Employees in offices spend a fair amount of time at work attending to personal tasks on their smart phone or just surfing the Net, according to the OfficeTeam report, Working Hard or Hardly Working?
A survey of 300 office workers and 300 managers by the Menlo Park, Calif.-based temporary staffing company found that employees squander an average of 56 minutes per day, or the equivalent of nearly five hours a week, using their mobile device for non-work activities in the office.
Recommended For You
This is what the officer workers in the survey say – while the managers on average say they believe their staff members spend 39 minutes each day on their cell phones during business hours.
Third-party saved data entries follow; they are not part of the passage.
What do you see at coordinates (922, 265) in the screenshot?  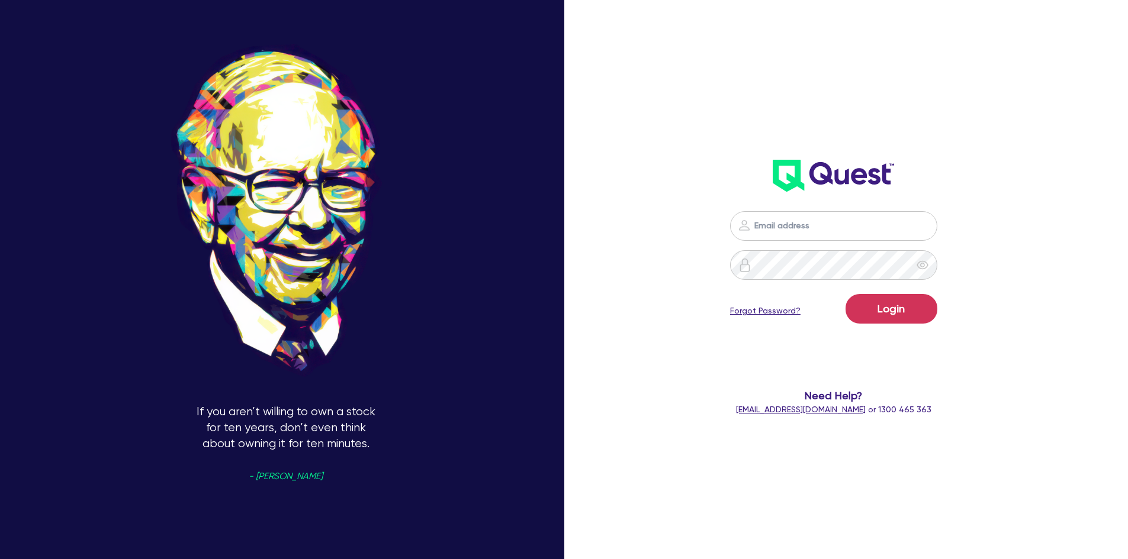 I see `span: eye` at bounding box center [922, 265].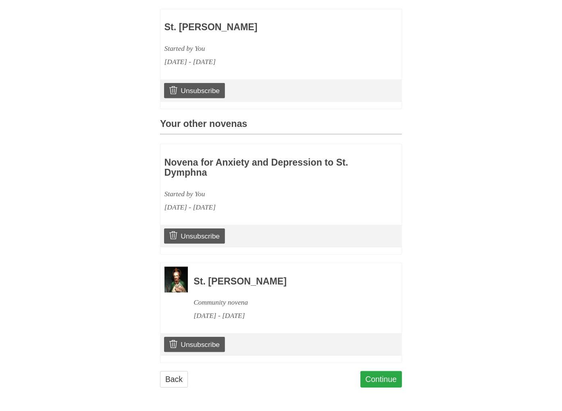 This screenshot has width=562, height=411. Describe the element at coordinates (281, 127) in the screenshot. I see `h3: Your other novenas` at that location.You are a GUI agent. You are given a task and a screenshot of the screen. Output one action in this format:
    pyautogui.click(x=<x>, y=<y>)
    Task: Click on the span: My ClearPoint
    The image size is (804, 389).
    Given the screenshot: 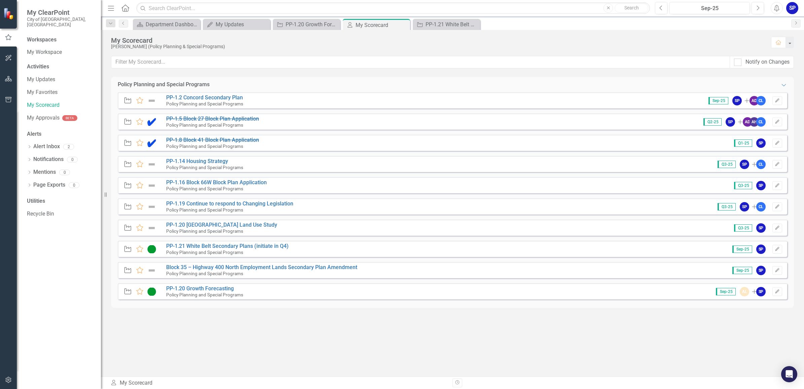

Workers on average also say they spend 42 minutes a day on personal tasks, for total "wasted time" of more than eight hours per work week on activities unrelated to the job.
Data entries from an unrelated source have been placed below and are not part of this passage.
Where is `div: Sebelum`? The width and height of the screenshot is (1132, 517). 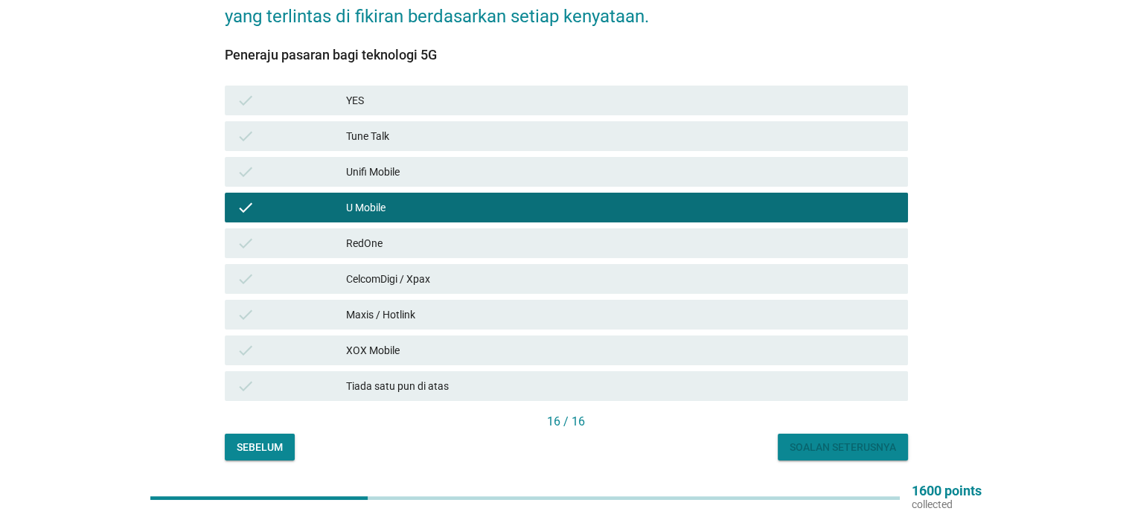 div: Sebelum is located at coordinates (260, 447).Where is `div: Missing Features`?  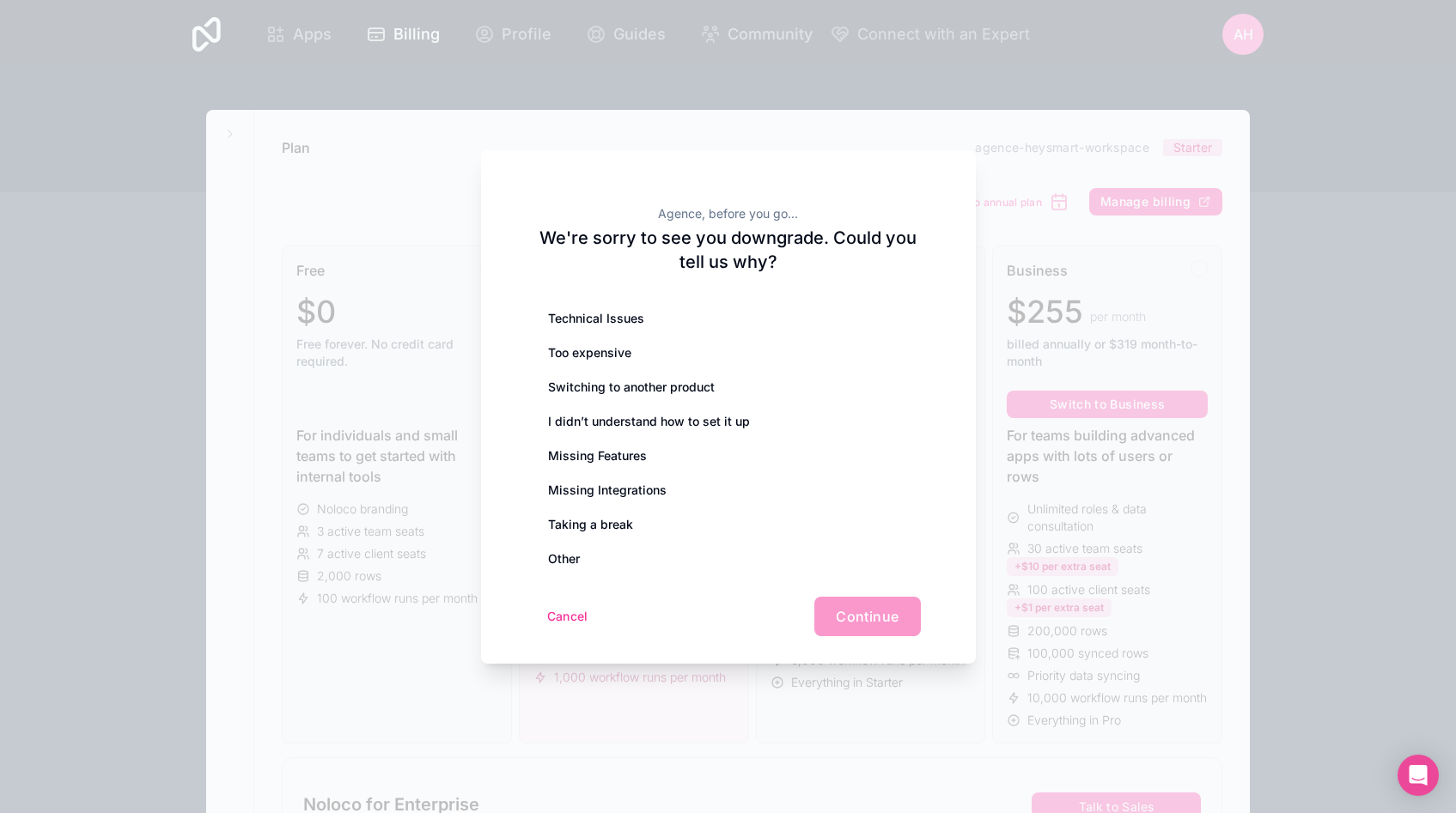 div: Missing Features is located at coordinates (728, 456).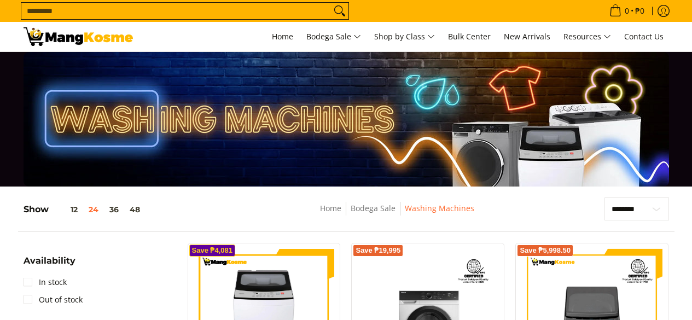 The width and height of the screenshot is (692, 320). Describe the element at coordinates (49, 261) in the screenshot. I see `span: Availability` at that location. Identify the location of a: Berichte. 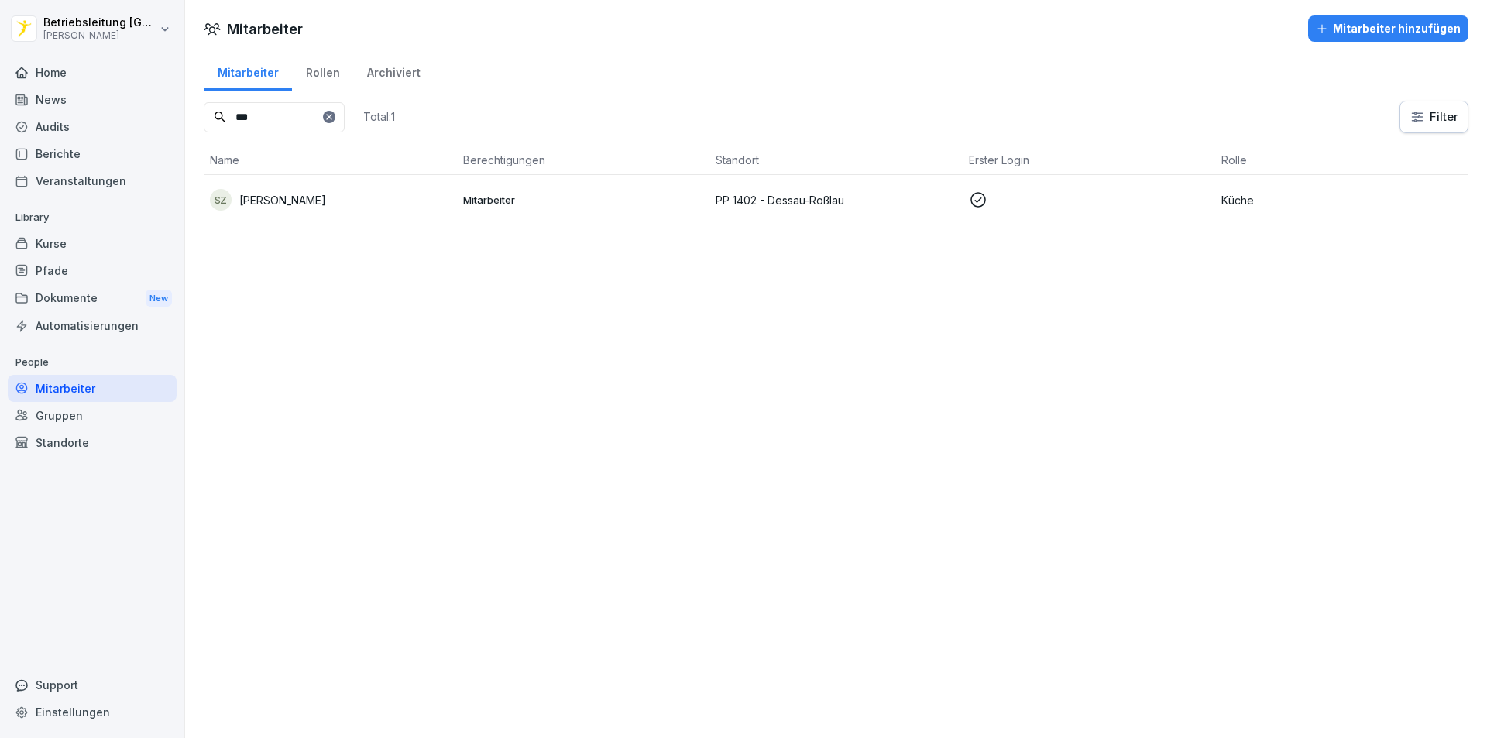
(92, 153).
"It's understandable that employees may occasionally use their mobile devices or attend to personal tasks during business hours — but these activities can easily become big distractions," says Brandi Britton, a district president for OfficeTeam. "To best manage their time, staff can take advantage of breaks during lunch and throughout the day to catch up on non-work email or errands."
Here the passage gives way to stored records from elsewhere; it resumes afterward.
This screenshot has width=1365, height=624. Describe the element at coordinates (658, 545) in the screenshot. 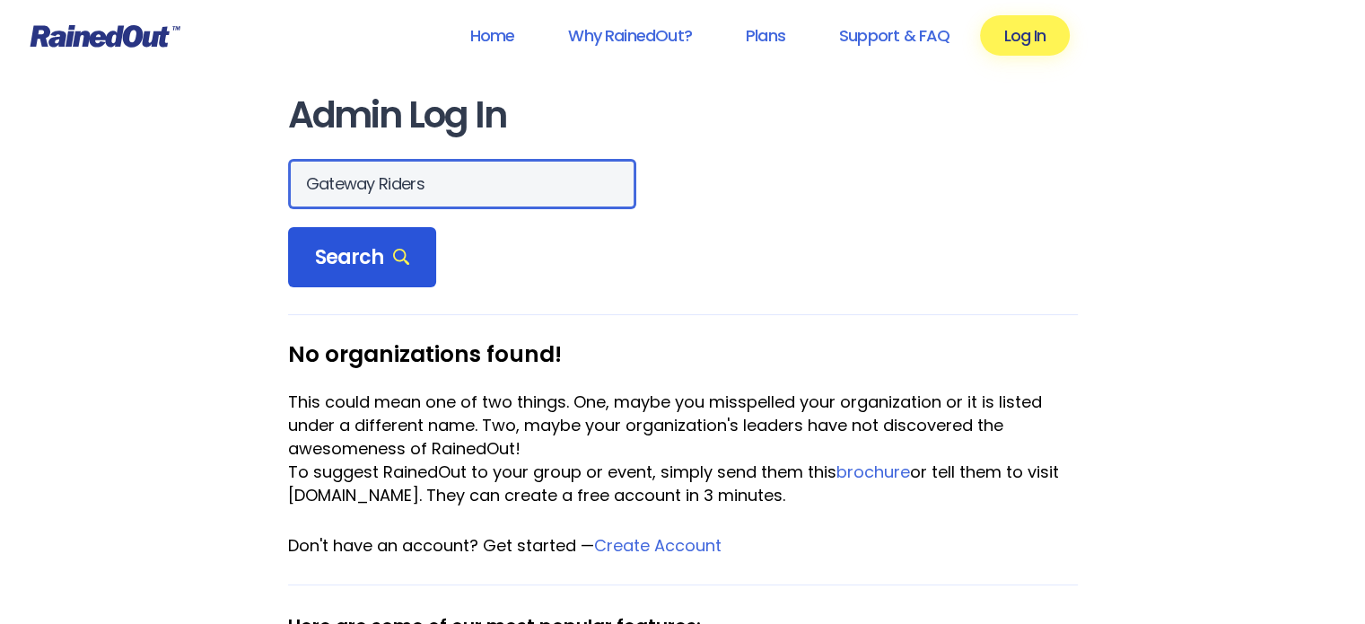

I see `a: Create Account` at that location.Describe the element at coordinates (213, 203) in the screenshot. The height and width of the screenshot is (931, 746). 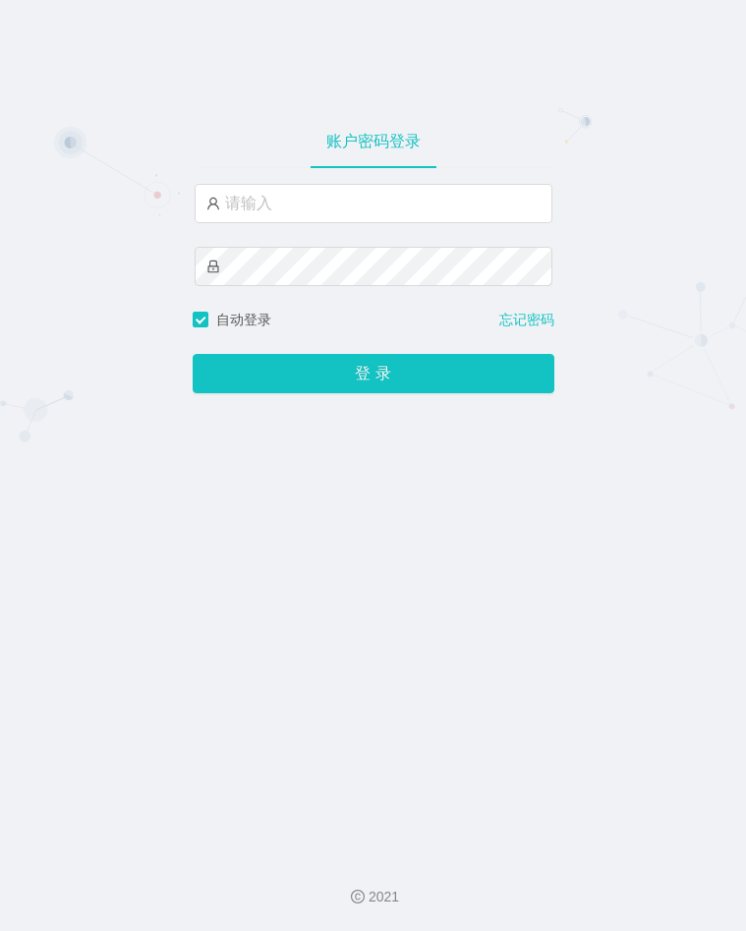
I see `i: 图标： 用户` at that location.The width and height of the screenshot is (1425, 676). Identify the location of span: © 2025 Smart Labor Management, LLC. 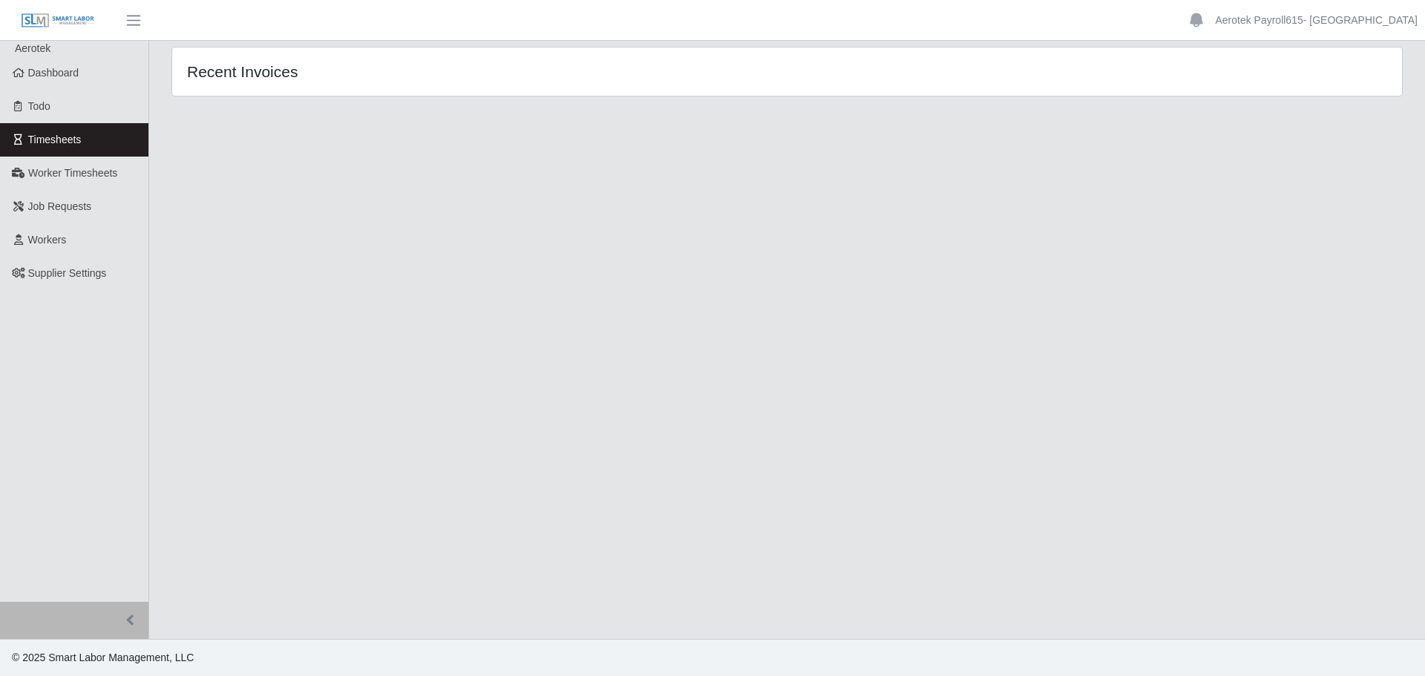
(102, 657).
Not surprisingly, the age group that racks up the most time are employees ages 18 to 34, spending on average 70 minutes on mobile devices and 48 minutes on personal tasks each work day.
For all employees, workers are most occupied by personal email on their mobile devices (30 percent), while 62 percent of managers think staff spend the most time on social networks when using their own mobile devices during business hours.
Other survey findings include the following:
-
Male employees most frequently check non-work email on their cell phones (32 percent), while females browse social networks more (33 percent).
-
Workers reported social media (39 percent) and entertainment websites (30 percent) are most commonly blocked at their companies. Nearly half of respondents (48 percent) indicated their organization doesn't restrict access to online content.
-
More than half of professionals (58 percent) often use their personal devices at work to visit pages that are banned by their company, a 36-point jump from a 2012 survey. Only 39 percent of managers think it happens that commonly.
-
Sixty-eight percent of male workers frequently use their cell phones to access blocked websites in the office, compared to 43 percent of females.